Electricians · Plymouth, MA

Electricians in Plymouth, Massachusetts

Compare contractors serving Plymouth, Plymouth County — call them directly, or send one request and let qualified pros come to you.

50 contractors serving Plymouth — including 9 based in town.

Contractors serving Plymouth

Electricians in Plymouth — what to know

Rebates & incentives

Plymouth is in Eversource electric territory, so homeowners qualify for Mass Save. The electrical work isn't directly rebated, but a 200A panel upgrade is often the prerequisite for a Mass Save heat pump or heat-pump water heater — and with Plymouth's many electrically heated 1980s-onward homes, the heat-pump path is a common upgrade from electric baseboard or older AC.

Because much of the stock is newer, knob-and-tube is less of a factor here than in the older mill cities. Standby generators are popular given coastal storm outages, though the generator wiring itself isn't a Mass Save item.

Permits in Plymouth

Electrical work in Plymouth requires a permit under 527 CMR 12.00, the Massachusetts NEC amendments, and a licensed Journeyman or Master electrician. Permits are issued through the Town of Plymouth's Building Department / Inspectional Services, and a municipal wiring inspector inspects before energizing. Panel upgrades, EV circuits, generator and transfer-switch wiring, and rewires all need permits.

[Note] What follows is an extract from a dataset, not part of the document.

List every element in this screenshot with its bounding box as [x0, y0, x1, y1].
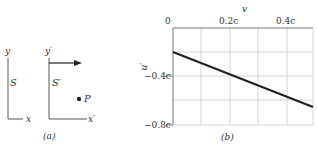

Waterfront and pond-area properties in flood zones may have added requirements for service-equipment placement, so confirm scope with your electrician early.

Typical project cost

South Shore pricing applies, below Boston metro but above central Massachusetts. A 100A-to-200A panel upgrade in Plymouth typically runs $2,600–$4,800; a meter-and-panel relocation costs more. A Level 2 EV-charger circuit is generally $1,000–$2,300, with long runs to detached garages on big lots pushing higher. A whole-home standby generator with transfer switch usually runs $9,000–$16,000 installed given home sizes and outage demand. Knob-and-tube work is rare here.

About Plymouth homes

Plymouth is geographically the largest town in Massachusetts, with about 28,174 housing units in Plymouth County and a median home age around 47 years — notably newer than the older cities in this region. A lot of the stock is 1980s-onward single-families in the sprawling north and west, alongside historic homes near the waterfront and older cottages around the ponds.

That newer profile shifts the electrical work: less knob-and-tube, more EV-charger circuits, standby generators, and panel heavy-ups for additions and home offices. Coastal and pond-area properties also see weather-exposed service equipment and seasonal-to-year-round conversions that need capacity upgrades.

Common questions — Electricians in Plymouth

Why are generators so common in Plymouth?
Coastal storms and a large, spread-out grid mean longer outages in parts of town. A whole-home standby generator with an automatic transfer switch, wired by a licensed electrician under permit, keeps essential circuits running; typical installs run $9,000–$16,000.
Is Plymouth eligible for Mass Save rebates?
Yes. Plymouth is in Eversource territory, an investor-owned utility, so homeowners qualify for Mass Save. A 200A panel upgrade is often the prerequisite before a rebated heat pump replaces electric baseboard or an old AC system.
I'm converting a pond cottage to year-round. Do I need a panel upgrade?
Often yes. Older seasonal cottages frequently run undersized service that can't support year-round heating, an EV charger, or modern loads. A licensed electrician will run a load calculation, usually pointing to a 200A upgrade.
Can I add an EV charger on a large Plymouth lot?
Yes. The main cost driver is the conductor run from your panel to the parking or detached garage, which can be long on Plymouth's big lots. An electrician should measure the run and check panel capacity before quoting.
Who inspects electrical work in Plymouth?
The Town of Plymouth's building/inspectional services issues the permit under 527 CMR 12.00, and a municipal wiring inspector inspects before the work is energized. Your licensed electrician handles the permit.